Flash storage was once a predictable technology investment with SSD prices generally falling over time. Performance improved each year and organisations increasingly moved toward all-flash infrastructure across data centres, cloud platforms and enterprise applications.
And then it all changed.
Enterprise flash storage prices rose sharply as demand for high-performance SSDs skyrocketed across AI, cloud computing, analytics and virtualised environments. And the impact has been transformational.
In this article, we talk about the fallout and share some of the advice our clients have for businesses navigating this uncertainty.
The price to pay
IDC forecasted NAND Flash revenues to reach $174.1 billion in 2026, representing 138.5% growth year-over-year, driven primarily by AI infrastructure investment.
Businesses that once assumed storage would become cheaper each year are now facing tighter supply, rising procurement costs and longer lead times.
AI systems require enormous amounts of fast storage to move and process data quickly. Some, but not all large language models, vector databases, GPU clusters and real-time inference systems can need ultra-fast NVMe storage to avoid performance bottlenecks.
The perfect storm
With the speed of many AI workloads, hyperscalers and enterprise buyers are moving toward high-performance hard drives alongside enterprise SSDs at an unprecedented scale.
At the same time, NAND flash manufacturers reduced production when prices had collapsed due to oversupply. When AI demand accelerated faster than expected, supply constraints emerged almost immediately.
And therein lies the problem. High demand meets limited manufacturing capacity and a scramble for available supply.
Many manufacturers are also prioritising higher-margin products such as High Bandwidth Memory (HBM) used in AI accelerators, reducing the amount of mainstream NAND production available to the wider market. The knock-on impact is inflated SSD prices and longer delivery times.
It’s no wonder then that businesses are feeling the pressure when IT infrastructure depends on flash storage. All-flash data centres, HPV clusters, real-time analytics platforms and LLMs were all designed around the assumption that flash storage would continue becoming more affordable.
Instead, businesses are now facing the opposite situation. And a lack of predictability of budgets, making long-term planning extremely difficult.
All data is not equal
This may all sound like doom and gloom but businesses are not powerless. Organisations that rethink their storage strategy can significantly reduce unnecessary spending while still maintaining performance.
One of the most common mistakes is storing every workload on premium flash infrastructure. Not all business data requires ultra-low latency storage.
Companies should classify workloads based on actual performance requirements. For example, mission-critical databases may require NVMe SSDs, archive data may only need object storage. Intelligent storage tiering can reduce dependence on expensive flash capacity.
The ‘all-flash everything’ model is becoming financially difficult to justify for many organisations. Many enterprises are rediscovering that traditional hard drives still offer excellent value for large-scale storage where speed is not the primary concern.
Reduce storage sprawl
Businesses often pay for premium storage simply because old or redundant data is never removed. A strong data lifecycle policy can dramatically reduce flash storage requirements by archiving inactive files, removing duplicate data and compressing large datasets.
Reducing storage sprawl can delay expensive hardware expansion projects.
Many businesses purchase significantly more high-performance storage than they actually need, because infrastructure is sized for peak demand rather than realistic operations.
Monitoring tools help IT teams make smarter purchasing decisions instead of buying excessive premium storage just in case.
Where’s the business value
Cloud storage can appear flexible initially, but high-performance tiers become expensive at scale. Businesses should regularly review frequently accessed datasets, egress charges, replication policies and storage class selection.
The key is understanding where premium cloud storage genuinely adds business value versus where cheaper alternatives would perform adequately.
Be more proactive
In volatile markets, businesses that purchase reactively often pay the highest prices. Locking in pricing before further market increases may help stabilise budgeting, particularly for those organisations with more predictable infrastructure growth.
These can look at multi-year procurement agreements, benefit from earlier purchasing cycles and reserved capacity commitments.
The bigger picture
Rising flash prices are likely to remain a challenge for the foreseeable future. Businesses that continue treating storage purely as a cost centre may struggle to compete as infrastructure demands increase.
Those that balance performance with efficiency, using premium flash storage selectively, rather than universally, will win. Businesses that optimise workload placement, improve storage governance and modernise procurement can move forward with confidence that they can weather the storm.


→ TASK TO CARRY OUT: Without the images, write out the whole listing exactly.

*** DATA UNDER STUDY Section Begins ***

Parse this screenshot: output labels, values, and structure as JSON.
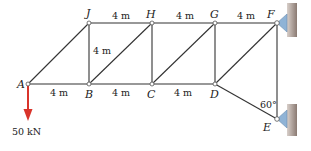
{
  "figure": {
    "type": "truss",
    "joints": [
      {
        "id": "A",
        "label": "A"
      },
      {
        "id": "B",
        "label": "B"
      },
      {
        "id": "C",
        "label": "C"
      },
      {
        "id": "D",
        "label": "D"
      },
      {
        "id": "E",
        "label": "E"
      },
      {
        "id": "F",
        "label": "F"
      },
      {
        "id": "G",
        "label": "G"
      },
      {
        "id": "H",
        "label": "H"
      },
      {
        "id": "J",
        "label": "J"
      }
    ],
    "members": [
      "AB",
      "BC",
      "CD",
      "JH",
      "HG",
      "GF",
      "AJ",
      "JB",
      "BH",
      "HC",
      "CG",
      "GD",
      "DF",
      "FE",
      "DE"
    ],
    "dimensions": {
      "JH": "4 m",
      "HG": "4 m",
      "GF": "4 m",
      "JB": "4 m",
      "AB": "4 m",
      "BC": "4 m",
      "CD": "4 m"
    },
    "angle_label": "60°",
    "load": {
      "label": "50 kN",
      "at": "A",
      "direction": "down",
      "color": "#d9342b"
    },
    "supports": [
      {
        "at": "F",
        "type": "pin-to-wall",
        "color": "#8fb3d6"
      },
      {
        "at": "E",
        "type": "pin-to-wall",
        "color": "#8fb3d6"
      }
    ],
    "wall_color": "#8a7a72"
  }
}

*** DATA UNDER STUDY Section Ends ***

→ TASK RESULT:
Parse this screenshot: output labels, values, and structure as JSON.
{
  "figure": {
    "type": "truss",
    "joints": [
      {
        "id": "A",
        "label": "A"
      },
      {
        "id": "B",
        "label": "B"
      },
      {
        "id": "C",
        "label": "C"
      },
      {
        "id": "D",
        "label": "D"
      },
      {
        "id": "E",
        "label": "E"
      },
      {
        "id": "F",
        "label": "F"
      },
      {
        "id": "G",
        "label": "G"
      },
      {
        "id": "H",
        "label": "H"
      },
      {
        "id": "J",
        "label": "J"
      }
    ],
    "members": [
      "AB",
      "BC",
      "CD",
      "JH",
      "HG",
      "GF",
      "AJ",
      "JB",
      "BH",
      "HC",
      "CG",
      "GD",
      "DF",
      "FE",
      "DE"
    ],
    "dimensions": {
      "JH": "4 m",
      "HG": "4 m",
      "GF": "4 m",
      "JB": "4 m",
      "AB": "4 m",
      "BC": "4 m",
      "CD": "4 m"
    },
    "angle_label": "60°",
    "load": {
      "label": "50 kN",
      "at": "A",
      "direction": "down",
      "color": "#d9342b"
    },
    "supports": [
      {
        "at": "F",
        "type": "pin-to-wall",
        "color": "#8fb3d6"
      },
      {
        "at": "E",
        "type": "pin-to-wall",
        "color": "#8fb3d6"
      }
    ],
    "wall_color": "#8a7a72"
  }
}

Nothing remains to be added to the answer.